Once upon a time I was the Medical Director for a project in the National Programme for IT, called Lorenzo.
Lorenzo was to be an electronic patient record system to cover both general practice, Acute Hospitals and Mental Health services across the North Midlands and East of England. Massive.
The project was already in trouble when I joined and I was sent to India, where the software was being developed, to review its progress. I visited the multi-story office block in Chennai where I was told in a PowerPoint presentation that we had 2,000 people working on the project. This rang alarm bells for me.
At the outset of my IT career, my friend Darren McKenna made me read Fred Brooks’ seminal work on software development, The Mythical Man Month, in which he described what we now know as Brooks’ law. This states ‘the more developers you throw at a project, the more delayed it will become.’ I felt a rising sense of panic – not least as a taxpayer – as the presenter revelled in the scale of the project.
My eye was drawn to the lift that served the boardroom. A smartly dressed lift attendant operated the lift. He was assisted by another man who sat beside him on a stool who ran errands for the lift attendant and brought him regular cups of tea. Even the lift attendant had an assistant! I started to hyperventilate.
Project budgets can obviously be too small, but it struck me they could also be too big. I thought I knew something about people as a psychiatrist, but I hadn’t experienced the warping effect that huge sums of money could have on human behaviour. And with NPfIT’s £12 billion on the table you can warp space-time. You can make fat Geordie middle-aged psychiatrists sexually irresistible to software sales staff.
I reported my fears back to my Masters in London. I felt the project was doomed. It was simply too big. Yes, projects can fail because they are too big. Indeed all NHS national IT projects are almost by definition too big. When a project is really big and has a lot of money spent on it, eventually it enters the ‘too big to fail’ phase and can only be cancelled by a change of government who can blame the previous one for the waste of money.
There is a Goldilocks principle at work. I recently co-wrote an academic paper on this subject in collaboration with two genuine academics Margunn Aanestad and Louise Wilson. Proper intellectuals. Learn more about ‘Goldilocks and the Installed Base’.
It is this thinking that underpins my joining SARD as Medical Director. We are a Goldilocks sized company with a Goldilocks sized number of developers producing just-right modules, big enough to solve your problem and small enough to fit together in a way that can be replicated, indeed cultivated across the NHS. You probably already have our appraisal and revalidation module, but we can do so much more and in particular we can help make job planning a meaningful exercise rather than a paper chase.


■ Task description
The needed output is the run of lines below from the one containing "Image is 450x465 pixels." through the one containing "Image is 662x317 pixels.", copied exactly and free of pictures.

Material for the task: Begin

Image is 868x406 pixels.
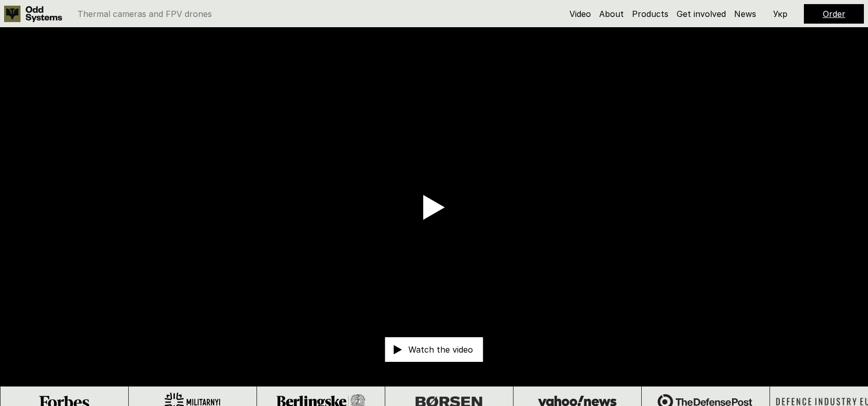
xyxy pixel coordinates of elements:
[77,10,212,18] p: Thermal cameras and FPV drones
[676,9,725,19] a: Get involved
[569,9,591,19] a: Video
[632,9,668,19] a: Products
[823,9,845,19] a: Order
[599,9,624,19] a: About
[773,10,787,18] p: Укр
[408,346,473,354] p: Watch the video
[734,9,756,19] a: News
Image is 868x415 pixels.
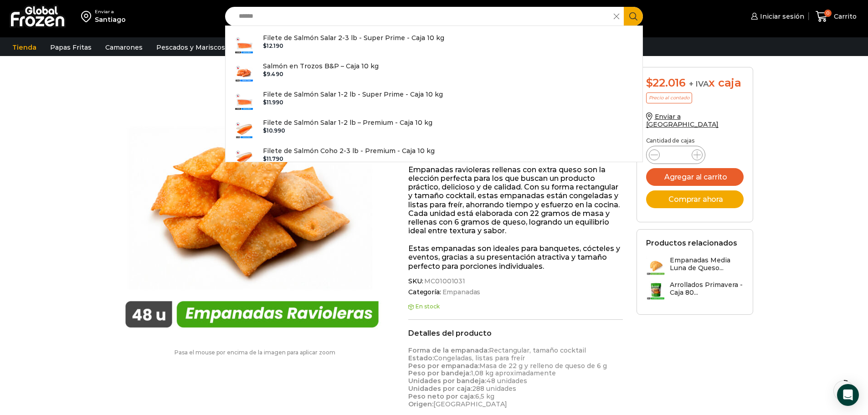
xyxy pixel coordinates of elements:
[647,113,719,128] a: Enviar a [GEOGRAPHIC_DATA]
[95,15,126,24] div: Santiago
[263,90,443,99] p: Filete de Salmón Salar 1-2 lb - Super Prime - Caja 10 kg
[647,92,692,103] p: Precio al contado
[647,168,744,186] button: Agregar al carrito
[263,43,267,50] span: $
[647,76,654,90] span: $
[263,127,285,134] bdi: 10.990
[647,239,737,248] h2: Productos relacionados
[647,77,744,90] div: x caja
[758,12,805,21] span: Iniciar sesión
[115,349,396,356] p: Pasa el mouse por encima de la imagen para aplicar zoom
[408,346,489,354] strong: Forma de la empanada:
[667,149,684,161] input: Product quantity
[101,38,147,56] a: Camarones
[670,256,744,272] h3: Empanadas Media Luna de Queso...
[408,354,434,362] strong: Estado:
[647,256,744,276] a: Empanadas Media Luna de Queso...
[408,347,623,407] p: Rectangular, tamaño cocktail Congeladas, listas para freír Masa de 22 g y relleno de queso de 6 g...
[226,87,643,115] a: Filete de Salmón Salar 1-2 lb - Super Prime - Caja 10 kg $11.990
[837,384,859,406] div: Open Intercom Messenger
[647,281,744,301] a: Arrollados Primavera - Caja 80...
[832,12,857,21] span: Carrito
[408,278,623,285] span: SKU:
[263,118,432,127] p: Filete de Salmón Salar 1-2 lb – Premium - Caja 10 kg
[408,384,472,393] strong: Unidades por caja:
[263,155,267,162] span: $
[263,127,267,134] span: $
[263,146,435,155] p: Filete de Salmón Coho 2-3 lb - Premium - Caja 10 kg
[408,329,623,337] h2: Detalles del producto
[647,190,744,208] button: Comprar ahora
[749,8,805,26] a: Iniciar sesión
[152,38,230,56] a: Pescados y Mariscos
[441,289,481,296] a: Empanadas
[226,31,643,59] a: Filete de Salmón Salar 2-3 lb - Super Prime - Caja 10 kg $12.190
[263,99,267,106] span: $
[824,9,832,17] span: 0
[408,392,475,400] strong: Peso neto por caja:
[408,377,486,385] strong: Unidades por bandeja:
[115,67,389,341] img: empanada-raviolera
[8,38,41,56] a: Tienda
[95,9,126,15] div: Enviar a
[689,79,709,89] span: + IVA
[263,32,444,43] p: Filete de Salmón Salar 2-3 lb - Super Prime - Caja 10 kg
[45,38,97,56] a: Papas Fritas
[408,303,623,310] p: En stock
[408,244,623,271] p: Estas empanadas son ideales para banquetes, cócteles y eventos, gracias a su presentación atracti...
[647,76,686,90] bdi: 22.016
[408,362,479,370] strong: Peso por empanada:
[408,166,623,236] p: Empanadas ravioleras rellenas con extra queso son la elección perfecta para los que buscan un pro...
[226,115,643,143] a: Filete de Salmón Salar 1-2 lb – Premium - Caja 10 kg $10.990
[226,59,643,87] a: Salmón en Trozos B&P – Caja 10 kg $9.490
[263,155,284,162] bdi: 11.790
[408,289,623,296] span: Categoría:
[423,278,466,285] span: MC01001031
[226,143,643,172] a: Filete de Salmón Coho 2-3 lb - Premium - Caja 10 kg $11.790
[670,281,744,296] h3: Arrollados Primavera - Caja 80...
[263,61,378,71] p: Salmón en Trozos B&P – Caja 10 kg
[263,99,284,106] bdi: 11.990
[81,9,95,24] img: address-field-icon.svg
[813,6,859,27] a: 0 Carrito
[408,369,471,377] strong: Peso por bandeja:
[408,400,433,408] strong: Origen:
[647,137,744,144] p: Cantidad de cajas
[263,71,284,78] bdi: 9.490
[263,43,284,50] bdi: 12.190
[624,7,643,26] button: Search button
[263,71,267,78] span: $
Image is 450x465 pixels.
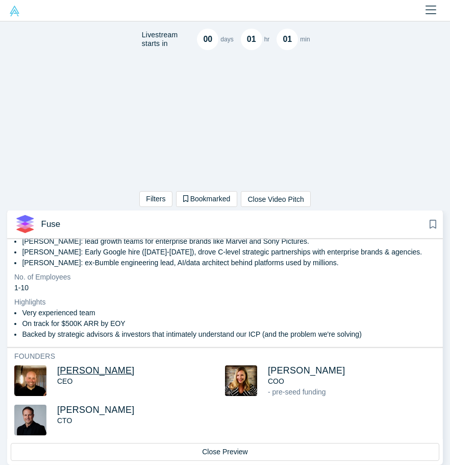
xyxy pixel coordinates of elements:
p: min [300,35,310,44]
p: days [221,35,233,44]
img: Jeff Cherkassky's Profile Image [14,365,46,396]
dd: 1-10 [14,282,436,293]
button: Bookmarked [176,191,237,207]
button: Close Video Pitch [241,191,311,207]
div: 01 [277,29,298,50]
div: 00 [197,29,218,50]
button: Filters [139,191,173,207]
span: Fuse [41,218,61,229]
a: [PERSON_NAME] [57,365,135,375]
button: Close Preview [11,443,440,460]
div: 01 [241,29,262,50]
li: On track for $500K ARR by EOY [22,318,436,329]
span: CTO [57,416,72,424]
dt: No. of Employees [14,272,436,282]
li: [PERSON_NAME]: lead growth teams for enterprise brands like Marvel and Sony Pictures. [22,236,436,247]
span: - pre-seed funding [268,387,326,396]
span: COO [268,377,284,385]
h3: Founders [14,351,422,361]
iframe: Pairity [113,61,338,187]
p: hr [264,35,270,44]
img: Jill Randell's Profile Image [225,365,257,396]
a: [PERSON_NAME] [268,365,346,375]
h4: Livestream starts in [140,31,190,48]
span: CEO [57,377,72,385]
button: FuseBookmark [7,210,443,238]
a: [PERSON_NAME] [57,404,135,415]
dt: Highlights [14,297,436,307]
li: Very experienced team [22,307,436,318]
li: [PERSON_NAME]: ex-Bumble engineering lead, AI/data architect behind platforms used by millions. [22,257,436,268]
li: [PERSON_NAME]: Early Google hire ([DATE]-[DATE]), drove C-level strategic partnerships with enter... [22,247,436,257]
button: Bookmark [427,219,440,231]
img: Tom Counsell's Profile Image [14,404,46,435]
img: Fuse's Logo [14,213,36,234]
img: Alchemist Vault Logo [9,6,20,16]
li: Backed by strategic advisors & investors that intimately understand our ICP (and the problem we'r... [22,329,436,339]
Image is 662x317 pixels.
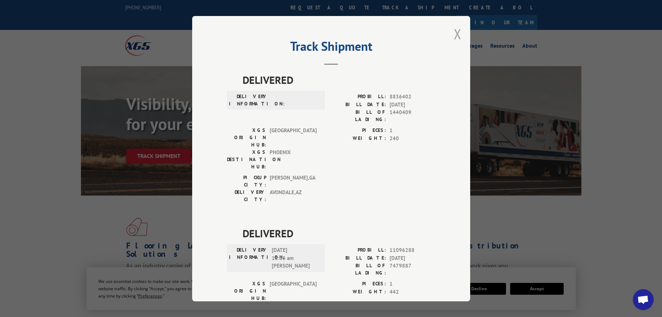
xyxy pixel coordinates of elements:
[390,254,435,262] span: [DATE]
[633,289,654,310] div: Open chat
[227,280,266,302] label: XGS ORIGIN HUB:
[390,246,435,254] span: 11096288
[243,72,435,88] span: DELIVERED
[227,126,266,148] label: XGS ORIGIN HUB:
[270,126,317,148] span: [GEOGRAPHIC_DATA]
[272,246,319,270] span: [DATE] 11:06 am [PERSON_NAME]
[227,188,266,203] label: DELIVERY CITY:
[390,134,435,142] span: 240
[243,225,435,241] span: DELIVERED
[227,174,266,188] label: PICKUP CITY:
[390,100,435,108] span: [DATE]
[390,262,435,276] span: 7479887
[331,287,386,295] label: WEIGHT:
[390,93,435,101] span: 8836402
[331,126,386,134] label: PIECES:
[454,25,461,43] button: Close modal
[390,108,435,123] span: 1440409
[227,41,435,55] h2: Track Shipment
[331,134,386,142] label: WEIGHT:
[331,93,386,101] label: PROBILL:
[270,174,317,188] span: [PERSON_NAME] , GA
[390,126,435,134] span: 1
[390,287,435,295] span: 442
[331,262,386,276] label: BILL OF LADING:
[229,246,268,270] label: DELIVERY INFORMATION:
[331,246,386,254] label: PROBILL:
[229,93,268,107] label: DELIVERY INFORMATION:
[270,188,317,203] span: AVONDALE , AZ
[331,108,386,123] label: BILL OF LADING:
[270,148,317,170] span: PHOENIX
[331,280,386,288] label: PIECES:
[331,254,386,262] label: BILL DATE:
[270,280,317,302] span: [GEOGRAPHIC_DATA]
[227,148,266,170] label: XGS DESTINATION HUB:
[390,280,435,288] span: 1
[331,100,386,108] label: BILL DATE:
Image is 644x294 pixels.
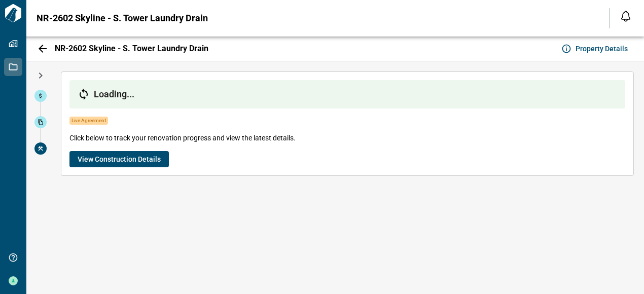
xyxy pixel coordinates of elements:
[69,133,295,143] span: Click below to track your renovation progress and view the latest details.
[94,89,134,100] span: Loading...
[69,151,169,167] button: View Construction Details
[78,154,161,164] span: View Construction Details
[36,13,208,23] span: NR-2602 Skyline - S. Tower Laundry Drain
[559,41,632,57] button: Property Details
[55,44,208,54] span: NR-2602 Skyline - S. Tower Laundry Drain
[69,117,108,125] span: Live Agreement
[617,8,634,24] button: Open notification feed
[576,44,628,54] span: Property Details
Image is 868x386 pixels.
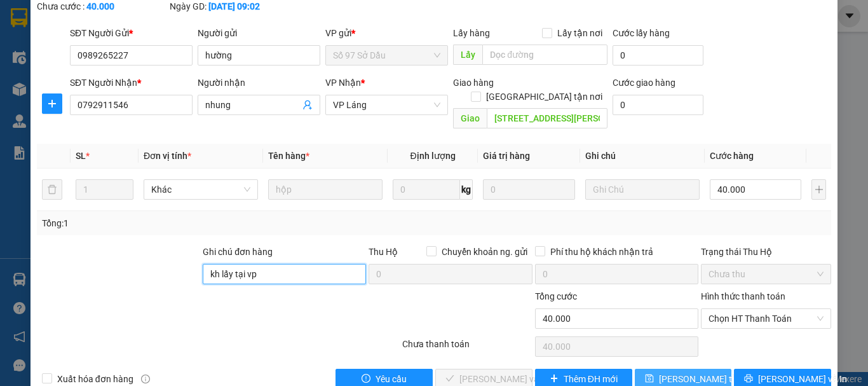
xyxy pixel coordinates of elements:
span: plus [550,373,559,384]
label: Cước giao hàng [613,77,676,87]
span: [PERSON_NAME] thay đổi [658,372,760,386]
span: Xuất hóa đơn hàng [52,372,139,386]
span: info-circle [141,374,150,383]
span: SL [76,150,85,161]
div: Người nhận [198,76,320,90]
span: Chọn HT Thanh Toán [708,309,823,328]
span: Tổng cước [535,291,577,301]
span: Đơn vị tính [144,150,192,161]
span: Cước hàng [710,150,754,161]
span: Số 97 Sở Dầu [333,46,440,65]
span: save [645,373,654,384]
label: Ghi chú đơn hàng [202,247,273,256]
span: VP Nhận [326,77,361,87]
b: [DATE] 09:02 [209,1,260,12]
span: Khác [151,180,250,199]
span: kg [460,179,472,200]
span: Lấy hàng [453,28,489,38]
span: VP Láng [333,95,440,114]
span: [GEOGRAPHIC_DATA] tận nơi [481,90,607,103]
span: Định lượng [409,150,455,161]
span: Chuyển khoản ng. gửi [436,245,532,258]
span: Chuyển phát nhanh: [GEOGRAPHIC_DATA] - [GEOGRAPHIC_DATA] [72,55,182,100]
span: Thêm ĐH mới [563,372,617,386]
span: plus [42,98,62,109]
input: Ghi chú đơn hàng [202,264,366,284]
input: Ghi Chú [585,179,700,200]
b: 40.000 [86,1,114,12]
span: Giá trị hàng [483,150,530,161]
input: Dọc đường [482,44,607,65]
span: user-add [302,100,312,110]
span: Chưa thu [708,265,823,283]
span: Tên hàng [268,150,309,161]
span: printer [744,373,753,384]
label: Cước lấy hàng [613,28,669,38]
input: VD: Bàn, Ghế [268,179,382,200]
span: Giao [453,108,487,129]
div: SĐT Người Gửi [70,26,192,40]
img: logo [5,50,70,115]
div: Trạng thái Thu Hộ [701,245,831,258]
span: Lấy [453,44,482,65]
div: Người gửi [198,26,320,40]
div: SĐT Người Nhận [70,76,192,90]
input: Cước giao hàng [613,94,703,115]
span: Yêu cầu [375,372,407,386]
label: Hình thức thanh toán [701,291,785,301]
span: Giao hàng [453,77,494,87]
div: VP gửi [326,26,448,40]
span: [PERSON_NAME] và In [757,372,846,386]
input: 0 [483,179,574,200]
div: Chưa thanh toán [401,337,533,359]
strong: CHUYỂN PHÁT NHANH VIP ANH HUY [79,10,174,51]
span: exclamation-circle [362,373,371,384]
button: plus [811,179,826,200]
div: Tổng: 1 [42,216,336,230]
button: plus [42,94,62,113]
th: Ghi chú [580,144,704,168]
span: Lấy tận nơi [552,26,607,40]
input: Cước lấy hàng [613,45,703,66]
button: delete [42,179,62,200]
span: Thu Hộ [369,247,398,256]
span: Phí thu hộ khách nhận trả [545,245,658,258]
input: Dọc đường [487,108,607,129]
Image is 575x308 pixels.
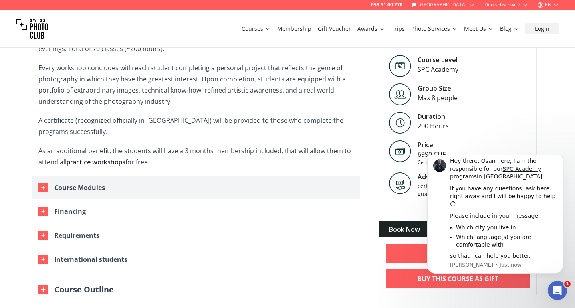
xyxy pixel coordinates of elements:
div: Message content [35,2,142,105]
button: Awards [354,23,388,34]
a: Gift Voucher [318,25,351,33]
li: Which language(s) you are comfortable with [41,79,142,93]
p: Message from Osan, sent Just now [35,107,142,114]
a: Meet Us [464,25,494,33]
a: Photo Services [411,25,458,33]
div: Requirements [54,230,99,241]
a: practice workshops [67,158,125,167]
button: Meet Us [461,23,497,34]
li: Which city you live in [41,69,142,77]
div: Please include in your message: [35,58,142,66]
p: As an additional benefit, the students will have a 3 months membership included, that will allow ... [38,145,366,168]
div: Price [418,140,446,150]
div: Group Size [418,83,458,93]
button: Gift Voucher [315,23,354,34]
iframe: Intercom live chat [548,281,567,300]
button: Course Modules [32,176,360,200]
img: Profile image for Osan [18,4,31,17]
a: 058 51 00 270 [371,2,403,8]
img: Price [389,140,411,163]
a: Courses [242,25,271,33]
div: 6990 CHF [418,150,446,159]
img: Advantage [389,172,411,195]
img: Level [389,112,411,134]
button: Login [526,23,559,34]
button: Photo Services [408,23,461,34]
div: Hey there. Osan here, I am the responsible for our in [GEOGRAPHIC_DATA]. [35,2,142,26]
div: If you have any questions, ask here right away and I will be happy to help 😊 [35,30,142,54]
button: Courses [238,23,274,34]
div: Course Level [418,55,459,65]
div: so that I can help you better. [35,97,142,105]
button: Financing [32,200,360,224]
a: Membership [277,25,312,33]
div: Duration [418,112,449,121]
a: Blog [500,25,519,33]
a: Trips [391,25,405,33]
button: Course Outline [38,284,114,296]
a: BOOK NOW [386,244,530,263]
a: Buy This Course As Gift [386,270,530,289]
div: 200 Hours [418,121,449,131]
button: Membership [274,23,315,34]
img: Swiss photo club [16,13,48,45]
img: Outline Close [38,285,48,295]
img: Level [389,83,411,105]
iframe: Intercom notifications message [415,155,575,279]
b: Buy This Course As Gift [417,274,499,284]
div: International students [54,254,127,265]
p: A certificate (recognized officially in [GEOGRAPHIC_DATA]) will be provided to those who complete... [38,115,366,137]
button: International students [32,248,360,272]
span: 1 [564,281,571,288]
button: Requirements [32,224,360,248]
button: Blog [497,23,523,34]
div: Course Modules [54,182,105,193]
img: Level [389,55,411,77]
div: Max 8 people [418,93,458,103]
div: Financing [54,206,86,217]
div: SPC Academy [418,65,459,74]
a: Awards [358,25,385,33]
p: Every workshop concludes with each student completing a personal project that reflects the genre ... [38,62,366,107]
button: Trips [388,23,408,34]
div: Book Now [380,222,537,238]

Material for the task: End

■ Problem solution
Image is 450x465 pixels.
xyxy pixel coordinates of elements:
p: min [300,35,310,44]
p: days [221,35,233,44]
img: Jeff Cherkassky's Profile Image [14,365,46,396]
dd: 1-10 [14,282,436,293]
button: Bookmarked [176,191,237,207]
button: Close Video Pitch [241,191,311,207]
div: 01 [277,29,298,50]
div: 00 [197,29,218,50]
button: Filters [139,191,173,207]
span: Fuse [41,218,61,229]
a: [PERSON_NAME] [57,365,135,375]
button: Close Preview [11,443,440,460]
div: 01 [241,29,262,50]
li: On track for $500K ARR by EOY [22,318,436,329]
span: CTO [57,416,72,424]
dt: No. of Employees [14,272,436,282]
li: [PERSON_NAME]: lead growth teams for enterprise brands like Marvel and Sony Pictures. [22,236,436,247]
span: - pre-seed funding [268,387,326,396]
span: COO [268,377,284,385]
h3: Founders [14,351,422,361]
iframe: Pairity [113,61,338,187]
p: hr [264,35,270,44]
img: Jill Randell's Profile Image [225,365,257,396]
a: [PERSON_NAME] [268,365,346,375]
h4: Livestream starts in [140,31,190,48]
span: CEO [57,377,72,385]
button: FuseBookmark [7,210,443,238]
a: [PERSON_NAME] [57,404,135,415]
dt: Highlights [14,297,436,307]
li: Very experienced team [22,307,436,318]
li: [PERSON_NAME]: ex-Bumble engineering lead, AI/data architect behind platforms used by millions. [22,257,436,268]
li: [PERSON_NAME]: Early Google hire ([DATE]-[DATE]), drove C-level strategic partnerships with enter... [22,247,436,257]
button: Bookmark [427,219,440,231]
img: Tom Counsell's Profile Image [14,404,46,435]
img: Fuse's Logo [14,213,36,234]
img: Alchemist Vault Logo [9,6,20,16]
li: Backed by strategic advisors & investors that intimately understand our ICP (and the problem we'r... [22,329,436,339]
Image is 662x317 pixels.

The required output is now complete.